Family upset at delay in raising boat

THE family of a fisherman who drowned off the south-east coast have severely criticised the Government for the 21-month delay in raising the doomed boat which sank last year.

Family upset at delay in raising boat

As the Maggie B was lifted to the surface yesterday morning, about a kilometre from Dunmore East harbour, a sister of skipper Glen Cott, 30, who died along with Jan Sankowski, 35, when the trawler sank in April of 2006, condemned the Government for its treatment of the families.

“I believed that the boat should have been raised at the time it happened,” said Sharon Cott. “They kept telling us there was no need to raise the boat and we kept telling them that there was.”

It wasn’t until a year later that the Government indicated that the Maggie B — and the Pere Charles which sank last January — would be raised from the seabed.

The tender for the complex operation was awarded to Irish Diving Contractors Ltd in August and preliminary work started at the beginning of October.

A crane barge brought from the Netherlands to carry out the actual raising job began its work on Sunday afternoon and, just after 8am yesterday, the Maggie B finally broke water.

“It’s very emotional,” said Ms Cott. “It’s traumatic and long overdue.”

She said that the authorities had put her through a lot and that the treatment of the families was “unfair” from the beginning. “That’s a lot of suffering and a lot of pain and a lot of hurt.”

A crew of about 30 people are involved in the salvage operation, which continued throughout yesterday with work to stabilise the Maggie B, pump out water, and refloat it alongside the crane barge. Ger Hegarty of the Irish Coast Guard said that a “cursory” examination did not indicate the presence of any bodies, but the trawler will be brought to Arklow by tug and raised alongside the harbour wall for full internal examination in the coming days.

Work will continue on the Pere Charles today, but the lifting process is expected to take about two days as it is a larger vessel and in more treacherous waters off the Hook Head coastline.

“I think, finally, we’re getting somewhere at last,” said Louise Doyle — fiancée of Pere Charles skipper Tom Hennessy — last night.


[Task requirements]
Would you print the data below exactly, leaving out every picture?

== Data for the task ==

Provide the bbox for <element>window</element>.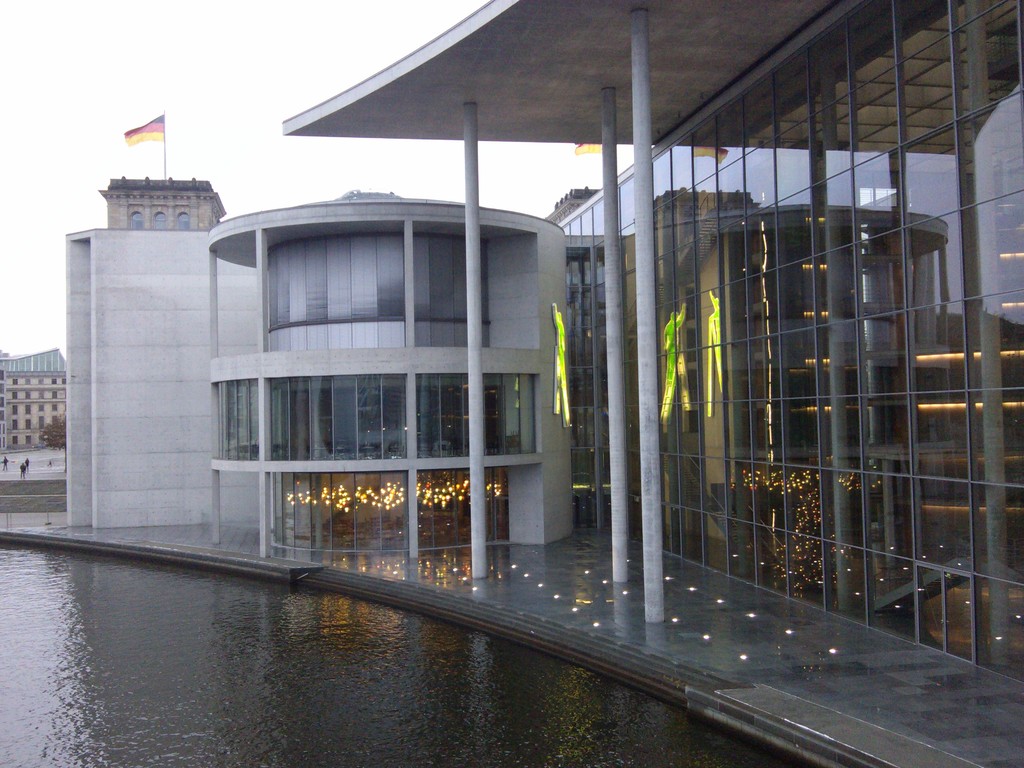
crop(210, 378, 260, 461).
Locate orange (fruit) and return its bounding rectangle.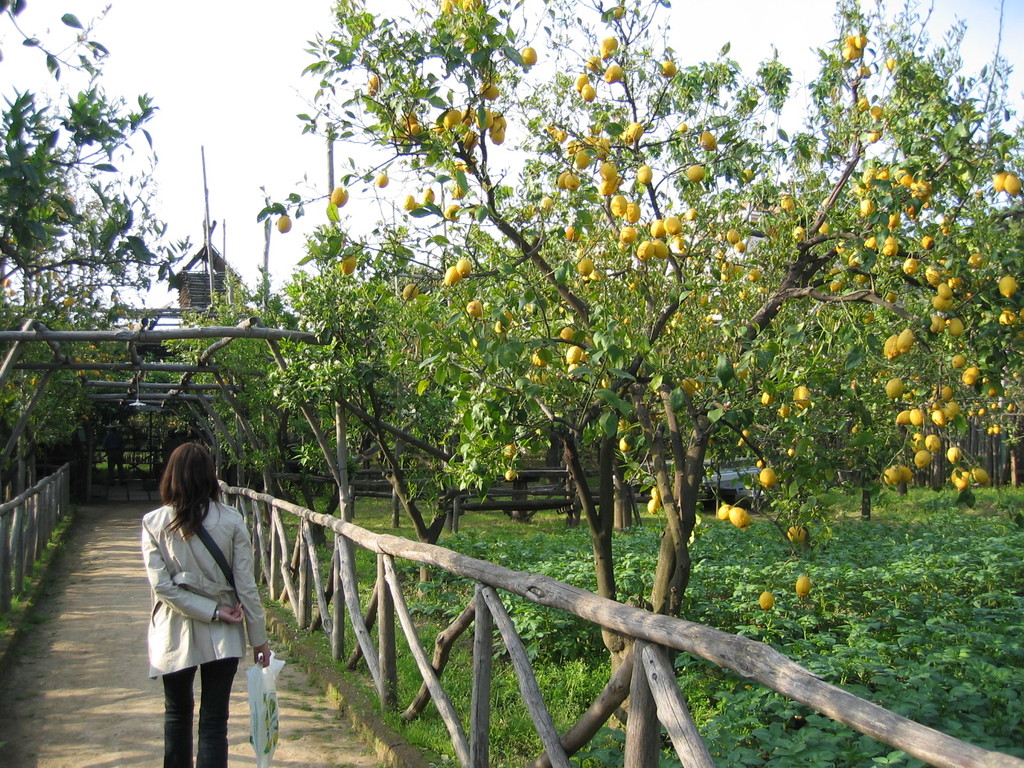
detection(438, 271, 470, 290).
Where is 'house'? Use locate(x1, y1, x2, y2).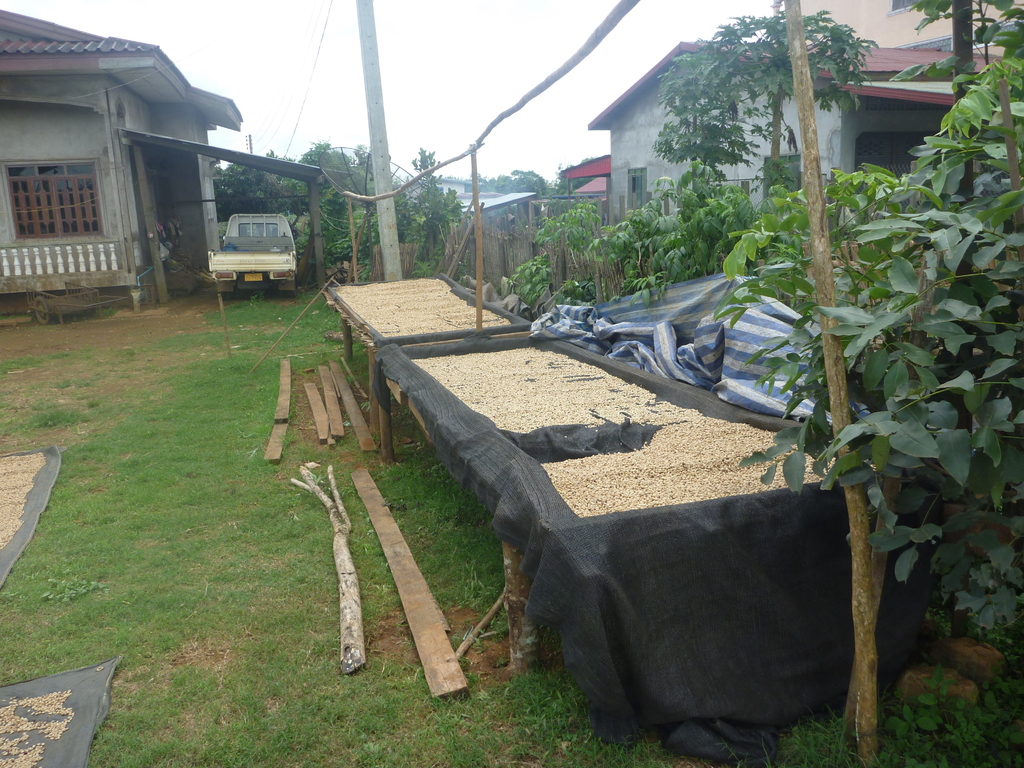
locate(5, 3, 259, 312).
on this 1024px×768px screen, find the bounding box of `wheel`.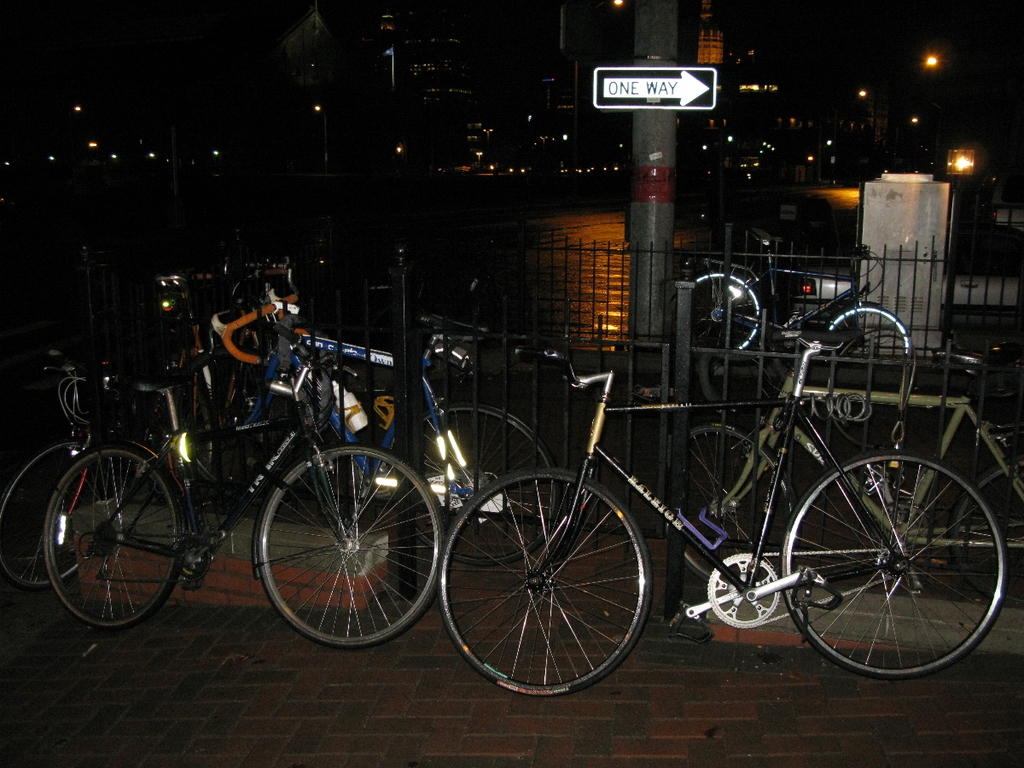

===

[Result of the exercise]
Provide the bbox for <element>window</element>.
crop(210, 378, 260, 461).
Locate orange (fruit) and return its bounding rectangle.
detection(438, 271, 470, 290).
Where is 'house'? Use locate(x1, y1, x2, y2).
locate(5, 3, 259, 312).
on this 1024px×768px screen, find the bounding box of `wheel`.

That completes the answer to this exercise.